Internet crime increased by a third with nearly 77.4 percent of the criminals being men. The figures, released by the US National Internet Crime Centre said that the total dollar loss of the crimes were about $265 million. That's $26 million more than the price tag in 2007. On average punters lost $931.

Americans filed 275,284 reports claiming to be ripped off on the Internet, the highest number reported since the centre began keeping statistics in 2000. Most of the complaints come about merchandise that wasn't delivered or payment that wasn't received, Internet auction fraud and credit/debit card fraud. Other scams include confidence frauds such as Ponzi schemes, check fraud, the Nigerian letter fraud and identity fraud.

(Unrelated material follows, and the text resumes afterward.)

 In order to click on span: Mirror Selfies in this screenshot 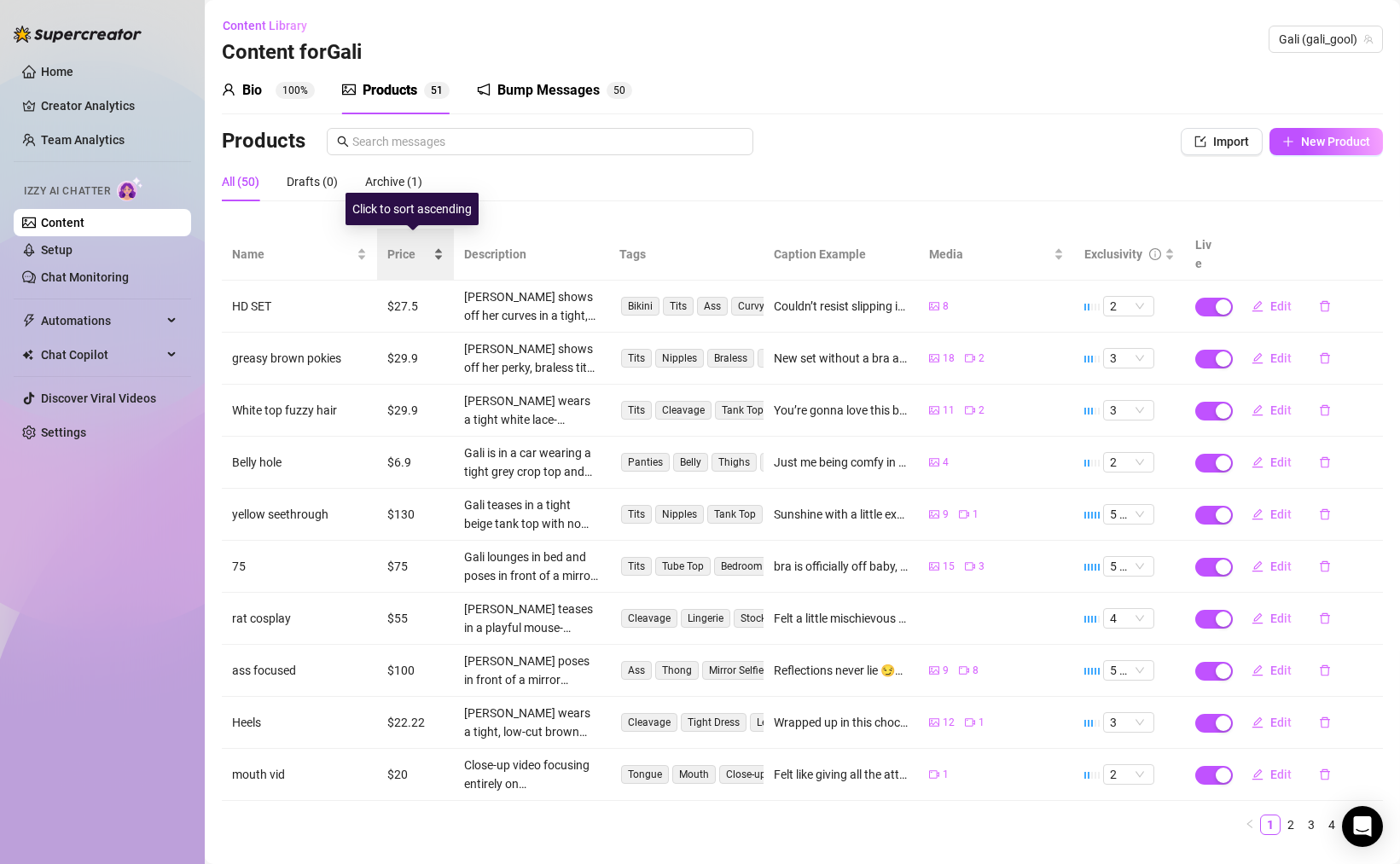, I will do `click(739, 671)`.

One of the most popular scams in 2008 involved sending e-mails crafted to appear as if they'd been sent by the FBI. These involved asking for the victim to send personal information, such as a bank account numbers, claiming the FBI wanted the information to look into an impending financial transaction. We suspect that only in the US could a scammer ask for information and be told it. The Nigeran scam is quite successful over there too.

The FBI has issued warnings about such scams in the past, but everyone assumed the warnings were from scammers and just ignored them. However statistically if you get an email from a man based in California, New York, Florida, Washington, Texas or the District of Columbia it is more likely to be a fraud.